In the last discourse of Idea of a University Newman wishes to explain why many scientists are unbelievers or skeptics. He does this by reference to history and to the methods used by science and theology.
First Newman refers to the “positive or negative unbelief of Laplace, Buffon, Franklin, Priestley, Cuvier, and Humboldt.” In the Middle Ages there was antagonism towards Bacon, Pope Sylvester II, and St. Virgil of Saltzburg. The antagonism between experimental science and theology, however, goes as far back as the ancient Greeks.
According to Bacon, physics must be excluded from religious investigations and vice-versa. Newman writes about this autonomy of the sciences: “If the theologian, in tracing the ways of Providence, were stopped with objections grounded on the impossibility of physical miracles, he would justly protest against the interruption; and were the philosopher, who was determining the motion of the heavenly bodies, to be questioned about their Final or their First Cause, he too would suffer an illogical interruption.”
For Bacon, science is in a certain sense atheistic. He objected to the metaphysical considerations Aristotle and later Galen gave to physical matters. Newman describes the prejudice of scientists (physical philosophers) towards theologians: “on the one hand, their deep satisfaction in the laws of nature indisposes them towards the thought of a Moral Governor, and makes them sceptical of His interposition; on the other hand, the occasional interference of religious criticism in a province not religious, has made them sore, suspicious, and resentful.”
With regards to methods Newman writes: “Induction is the instrument of Physics, and deduction only is the instrument of Theology.” God revealed himself and many other truths to man, giving the Apostles a unique role in the transmission of these truths and giving the Church the sole authority to sanction the interpretation of these truths. The method used in theology is that of deduction. The school of Bacon, superseded this method with regards to the physical sciences with the method of induction and thus it was “no wonder that the very force and dazzling success of their own method in its own departments should sway or bias unduly the religious sentiments of any persons who come under its influence.”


*Action item:* All entries below must be given again exactly as they stand.

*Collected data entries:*
══════════════════════════════

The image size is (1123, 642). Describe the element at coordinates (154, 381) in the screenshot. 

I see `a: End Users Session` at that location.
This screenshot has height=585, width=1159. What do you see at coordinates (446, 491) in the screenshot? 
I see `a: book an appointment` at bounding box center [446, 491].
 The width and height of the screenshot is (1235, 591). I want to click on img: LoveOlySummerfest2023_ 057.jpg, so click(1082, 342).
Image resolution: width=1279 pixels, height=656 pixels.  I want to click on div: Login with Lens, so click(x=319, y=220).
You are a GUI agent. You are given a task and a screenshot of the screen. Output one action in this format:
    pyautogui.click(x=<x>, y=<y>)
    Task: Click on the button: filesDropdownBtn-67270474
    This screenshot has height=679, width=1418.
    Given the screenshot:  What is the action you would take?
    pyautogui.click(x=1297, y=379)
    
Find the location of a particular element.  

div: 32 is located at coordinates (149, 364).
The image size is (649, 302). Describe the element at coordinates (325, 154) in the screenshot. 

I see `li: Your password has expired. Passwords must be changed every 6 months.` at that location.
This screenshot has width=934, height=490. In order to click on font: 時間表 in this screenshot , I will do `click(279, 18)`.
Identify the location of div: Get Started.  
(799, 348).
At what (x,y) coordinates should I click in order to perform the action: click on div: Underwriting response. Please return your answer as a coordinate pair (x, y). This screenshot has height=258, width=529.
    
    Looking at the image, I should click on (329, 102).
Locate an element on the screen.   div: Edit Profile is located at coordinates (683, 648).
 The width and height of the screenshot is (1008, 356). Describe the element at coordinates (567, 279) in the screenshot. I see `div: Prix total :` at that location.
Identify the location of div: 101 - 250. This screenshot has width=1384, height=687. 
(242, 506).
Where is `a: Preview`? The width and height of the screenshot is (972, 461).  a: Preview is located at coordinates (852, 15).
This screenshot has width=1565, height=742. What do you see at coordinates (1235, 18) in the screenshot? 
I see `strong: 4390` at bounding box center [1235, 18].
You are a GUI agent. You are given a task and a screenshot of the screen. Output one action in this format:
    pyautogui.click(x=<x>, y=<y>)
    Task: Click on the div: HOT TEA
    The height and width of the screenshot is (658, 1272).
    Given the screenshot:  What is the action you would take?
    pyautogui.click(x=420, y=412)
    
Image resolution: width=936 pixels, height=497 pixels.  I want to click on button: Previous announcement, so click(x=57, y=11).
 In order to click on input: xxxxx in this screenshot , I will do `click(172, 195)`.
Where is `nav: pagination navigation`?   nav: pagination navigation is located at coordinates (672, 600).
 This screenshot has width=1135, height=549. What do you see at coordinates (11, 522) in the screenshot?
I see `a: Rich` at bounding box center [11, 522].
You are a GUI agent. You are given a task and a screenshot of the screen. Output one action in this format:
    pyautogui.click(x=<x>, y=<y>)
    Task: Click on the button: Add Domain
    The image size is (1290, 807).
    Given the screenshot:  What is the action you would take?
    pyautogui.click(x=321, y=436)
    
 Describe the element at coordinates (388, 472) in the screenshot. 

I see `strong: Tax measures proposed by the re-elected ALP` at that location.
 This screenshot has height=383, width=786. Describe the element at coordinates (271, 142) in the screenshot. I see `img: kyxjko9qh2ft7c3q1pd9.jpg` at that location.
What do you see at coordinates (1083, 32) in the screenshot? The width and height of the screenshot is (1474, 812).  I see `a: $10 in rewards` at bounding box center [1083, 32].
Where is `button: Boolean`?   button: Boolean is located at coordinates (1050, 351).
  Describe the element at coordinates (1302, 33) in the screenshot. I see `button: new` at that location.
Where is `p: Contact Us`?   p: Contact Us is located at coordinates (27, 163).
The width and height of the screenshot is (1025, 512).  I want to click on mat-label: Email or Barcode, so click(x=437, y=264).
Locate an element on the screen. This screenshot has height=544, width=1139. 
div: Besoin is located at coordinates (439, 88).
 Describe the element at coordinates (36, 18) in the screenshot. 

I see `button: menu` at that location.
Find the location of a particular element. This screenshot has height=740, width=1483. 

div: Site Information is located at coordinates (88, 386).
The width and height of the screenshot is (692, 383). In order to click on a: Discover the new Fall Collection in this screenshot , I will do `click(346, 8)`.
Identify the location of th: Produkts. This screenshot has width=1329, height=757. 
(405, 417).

══════════════════════════════

*Written answer:*
The image size is (1123, 642). Describe the element at coordinates (154, 381) in the screenshot. 

I see `a: End Users Session` at that location.
This screenshot has height=585, width=1159. What do you see at coordinates (446, 491) in the screenshot? 
I see `a: book an appointment` at bounding box center [446, 491].
 The width and height of the screenshot is (1235, 591). I want to click on img: LoveOlySummerfest2023_ 057.jpg, so click(1082, 342).
Image resolution: width=1279 pixels, height=656 pixels.  I want to click on div: Login with Lens, so click(x=319, y=220).
You are a GUI agent. You are given a task and a screenshot of the screen. Output one action in this format:
    pyautogui.click(x=<x>, y=<y>)
    Task: Click on the button: filesDropdownBtn-67270474
    This screenshot has height=679, width=1418.
    Given the screenshot:  What is the action you would take?
    pyautogui.click(x=1297, y=379)
    
Find the location of a particular element.  

div: 32 is located at coordinates (149, 364).
The image size is (649, 302). Describe the element at coordinates (325, 154) in the screenshot. 

I see `li: Your password has expired. Passwords must be changed every 6 months.` at that location.
This screenshot has width=934, height=490. In order to click on font: 時間表 in this screenshot , I will do `click(279, 18)`.
Identify the location of div: Get Started.  
(799, 348).
At what (x,y) coordinates should I click in order to perform the action: click on div: Underwriting response. Please return your answer as a coordinate pair (x, y). This screenshot has height=258, width=529.
    
    Looking at the image, I should click on (329, 102).
Locate an element on the screen.   div: Edit Profile is located at coordinates (683, 648).
 The width and height of the screenshot is (1008, 356). Describe the element at coordinates (567, 279) in the screenshot. I see `div: Prix total :` at that location.
Identify the location of div: 101 - 250. This screenshot has width=1384, height=687. 
(242, 506).
Where is `a: Preview`? The width and height of the screenshot is (972, 461).  a: Preview is located at coordinates (852, 15).
This screenshot has width=1565, height=742. What do you see at coordinates (1235, 18) in the screenshot? 
I see `strong: 4390` at bounding box center [1235, 18].
You are a GUI agent. You are given a task and a screenshot of the screen. Output one action in this format:
    pyautogui.click(x=<x>, y=<y>)
    Task: Click on the div: HOT TEA
    The height and width of the screenshot is (658, 1272).
    Given the screenshot:  What is the action you would take?
    pyautogui.click(x=420, y=412)
    
Image resolution: width=936 pixels, height=497 pixels.  I want to click on button: Previous announcement, so click(x=57, y=11).
 In order to click on input: xxxxx in this screenshot , I will do `click(172, 195)`.
Where is `nav: pagination navigation`?   nav: pagination navigation is located at coordinates (672, 600).
 This screenshot has width=1135, height=549. What do you see at coordinates (11, 522) in the screenshot?
I see `a: Rich` at bounding box center [11, 522].
You are a GUI agent. You are given a task and a screenshot of the screen. Output one action in this format:
    pyautogui.click(x=<x>, y=<y>)
    Task: Click on the button: Add Domain
    The image size is (1290, 807).
    Given the screenshot:  What is the action you would take?
    pyautogui.click(x=321, y=436)
    
 Describe the element at coordinates (388, 472) in the screenshot. 

I see `strong: Tax measures proposed by the re-elected ALP` at that location.
 This screenshot has height=383, width=786. Describe the element at coordinates (271, 142) in the screenshot. I see `img: kyxjko9qh2ft7c3q1pd9.jpg` at that location.
What do you see at coordinates (1083, 32) in the screenshot? The width and height of the screenshot is (1474, 812).  I see `a: $10 in rewards` at bounding box center [1083, 32].
Where is `button: Boolean`?   button: Boolean is located at coordinates (1050, 351).
  Describe the element at coordinates (1302, 33) in the screenshot. I see `button: new` at that location.
Where is `p: Contact Us`?   p: Contact Us is located at coordinates (27, 163).
The width and height of the screenshot is (1025, 512).  I want to click on mat-label: Email or Barcode, so click(x=437, y=264).
Locate an element on the screen. This screenshot has height=544, width=1139. 
div: Besoin is located at coordinates (439, 88).
 Describe the element at coordinates (36, 18) in the screenshot. 

I see `button: menu` at that location.
Find the location of a particular element. This screenshot has height=740, width=1483. 

div: Site Information is located at coordinates (88, 386).
The width and height of the screenshot is (692, 383). In order to click on a: Discover the new Fall Collection in this screenshot , I will do `click(346, 8)`.
Identify the location of th: Produkts. This screenshot has width=1329, height=757. 
(405, 417).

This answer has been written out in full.